Ayafeeia spoke up. “It does not matter. In the Lavadome, whatever you were as a hatchling, or as a drake, is never mentioned again if you enter the Drakwatch or Firemaidens and grow into an honorable set of wings. The outcast is equal to the scion of the Imperial Line. My mate-brother RuGaard went into the Drakwatch and served, shed blood in battle, and rose to the position of Upholder. With that record I couldn’t care less for the details of what came before. Wistala, settle down. You’ve no need to bristle so. There’ll be no fighting. Or if there is”—she glanced up at the alert griffaran, leaning down and ready to drop—“it won’t last long.”

Wistala hardly heard her. She couldn’t take her eyes off the jewel AuRon wore about his neck. It emitted a soft glow of a peculiar white shade, something between the pale luminescence of reflected moon off the snows of the north and the glitter of starlight.

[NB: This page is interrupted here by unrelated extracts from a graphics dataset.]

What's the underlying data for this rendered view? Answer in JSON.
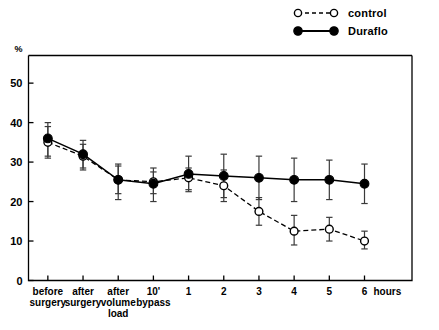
{
  "legend": {
    "items": [
      {
        "label": "control",
        "marker": "open-circle",
        "line": "dashed",
        "color": "#000000"
      },
      {
        "label": "Duraflo",
        "marker": "filled-circle",
        "line": "solid",
        "color": "#000000"
      }
    ]
  },
  "chart_data": {
    "type": "line",
    "title": "",
    "subtitle": "",
    "xlabel": "",
    "ylabel": "%",
    "ylim": [
      0,
      57
    ],
    "yticks": [
      0,
      10,
      20,
      30,
      40,
      50
    ],
    "ytick_labels": [
      "0",
      "10",
      "20",
      "30",
      "40",
      "50"
    ],
    "grid": false,
    "legend_position": "top-right",
    "x_unit_label": "hours",
    "categories": [
      "before surgery",
      "after surgery",
      "after volume load",
      "10' bypass",
      "1",
      "2",
      "3",
      "4",
      "5",
      "6"
    ],
    "xtick_labels": [
      "before\nsurgery",
      "after\nsurgery",
      "after\nvolume\nload",
      "10'\nbypass",
      "1",
      "2",
      "3",
      "4",
      "5",
      "6"
    ],
    "series": [
      {
        "name": "Duraflo",
        "marker": "filled-circle",
        "line": "solid",
        "values": [
          36,
          32,
          25.5,
          24.5,
          27,
          26.5,
          26,
          25.5,
          25.5,
          24.5
        ],
        "errors_upper": [
          40,
          35.5,
          29.5,
          28.5,
          31.5,
          32,
          31.5,
          31,
          30.5,
          29.5
        ],
        "errors_lower": [
          31,
          28,
          20.5,
          20,
          22.5,
          21,
          20.5,
          20,
          20.5,
          19.5
        ]
      },
      {
        "name": "control",
        "marker": "open-circle",
        "line": "dashed",
        "values": [
          35,
          31.5,
          25.5,
          25,
          26,
          24,
          17.5,
          12.5,
          13,
          10
        ],
        "errors_upper": [
          39,
          34.5,
          29,
          27.5,
          28.5,
          28,
          21,
          16.5,
          16,
          12.5
        ],
        "errors_lower": [
          31.5,
          28.5,
          22,
          22,
          23,
          20,
          14,
          9,
          10,
          8
        ]
      }
    ]
  }
}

“So did you come all this way just to accuse me of murder, AuRon?” the Copper asked. “Or is there a message from the Red Queen?”

AuRon felt his hearts hammering. His mind clouded.

“Yes, there is a message from the Red Queen,” a voice that was only partially his answered.

Like speech in a dream.

He froze, seized by the same irresistible instinct that made him spin legs downward as he fell or that made him squat when he voided his bowels.

He found himself speaking in a voice not his own, high-pitched, with the words coming out at all the wrong intervals: “This pathetic, scaleless . . . excuse for dragonkind doesn’t have . . . the backbone of a river fluke. We speak to you dragons . . . now as the Queen of Ghioz.”